Painting of the Cathedral and the Academy building after the Great Fire of Turku, by Gustaf Wilhelm Finnberg, 1827

Disasters are routinely divided into natural or human-made. However, in modern times, the divide between natural, man-made and man-accelerated disasters is quite difficult to draw.[3][4][5]

Complex disasters, where there is no single root cause, are more common in developing countries. A specific disaster may spawn a secondary disaster that increases the impact. A classic example is an earthquake that causes a tsunami, resulting in coastal flooding, resulting in damage to a nuclear power plant (such as the Fukushima nuclear disaster). Some manufactured disasters have been wrongly ascribed to nature, such as smog and acid rain.[12]

Some researchers also differentiate between recurring events, such as seasonal flooding, and those considered unpredictable.[13]

Disasters that have links to natural hazards are commonly called natural disasters although this term has been called a misnomer for a long time.[14]
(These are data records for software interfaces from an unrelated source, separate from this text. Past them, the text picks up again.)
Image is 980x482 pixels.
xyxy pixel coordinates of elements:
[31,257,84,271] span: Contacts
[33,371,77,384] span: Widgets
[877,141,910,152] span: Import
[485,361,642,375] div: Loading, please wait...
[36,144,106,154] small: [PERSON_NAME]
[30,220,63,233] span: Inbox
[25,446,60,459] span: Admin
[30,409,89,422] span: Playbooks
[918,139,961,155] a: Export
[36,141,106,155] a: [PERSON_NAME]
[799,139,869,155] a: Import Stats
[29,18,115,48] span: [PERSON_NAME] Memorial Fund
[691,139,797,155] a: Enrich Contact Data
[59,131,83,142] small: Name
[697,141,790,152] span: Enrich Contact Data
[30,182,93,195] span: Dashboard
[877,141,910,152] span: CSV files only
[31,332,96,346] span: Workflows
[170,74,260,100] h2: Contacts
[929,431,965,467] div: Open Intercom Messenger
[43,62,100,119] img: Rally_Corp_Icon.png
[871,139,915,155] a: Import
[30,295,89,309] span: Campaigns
Disasters with links to natural hazards
Example Profile
AvalancheThe sudden, drastic flow of snow down a slope, occurring when either natural triggers, such as loading from new snow or rain, or artificial triggers, such as explosives or backcountry skiers.
BlizzardA severe snowstorm characterized by very strong winds and low temperatures
EarthquakeThe shaking of the Earth's crust, caused by underground volcanic forces of breaking and shifting rock beneath the Earth's surface
Fire (wild)Fires that originate in uninhabited areas and which pose the risk to spread to inhabited areas (see also Wildfire § Climate change effects)
FloodFlash flooding: Small creeks, gullies, dry streambeds, ravines, culverts or even low-lying areas flood quickly (see also Effects of climate change)
Freezing rainRain occurring when outside surface temperature is below freezing
Heat waveA prolonged period of excessively hot weather relative to the usual weather pattern of an area and relative to normal temperatures for the season (see also Effects of climate change § Heat waves and temperature extremes).
LandslideGeological phenomenon which includes a range of ground movement, such as rock falls, deep failure of slopes and shallow debris flows
Lightning strikeAn electrical discharge caused by lightning, typically during thunderstorms
Limnic eruptionThe sudden eruption of carbon dioxide from deep lake water
Tropical cyclone Rapidly rotating storm system characterized by a low-pressure center, a closed low-level atmospheric circulation, strong winds, and a spiral arrangement of thunderstorms that produce heavy rain and squalls (see also Tropical cyclones and climate change)
TsunamiA series of waves hitting shores strongly, mainly caused by the displacement of a large volume of a body of water, typically an ocean or a large lake, usually caused by earthquakes, volcanic eruptions, underwater explosions, landslides, glacier calvings, meteorite impacts and other disturbances above or below water
Volcanic eruptionThe release of hot magma, volcanic ash and/or gases from a volcano
Global multihazard proportional economic loss by natural disasters as cyclones, droughts, earthquakes, floods, landslides and volcanoes

A natural disaster is the highly harmful impact on a society or community following a natural hazard event. Some examples of natural hazard events include: flooding, drought, earthquake, tropical cyclone, lightning, tsunami, volcanic activity, wildfire.[15] A natural disaster can cause loss of life or damage property, and typically leaves economic damage in its wake. The severity of the damage depends on the affected population's resilience and on the infrastructure available.[16] Scholars have been saying that the term natural disaster is unsuitable and should be abandoned. Instead, the simpler term disaster could be used, while also specifying the category (or type) of hazard.[17][18][19] A disaster is a result of a natural or human-made hazard impacting a vulnerable community. It is the combination of the hazard along with exposure of a vulnerable society that results in a disaster.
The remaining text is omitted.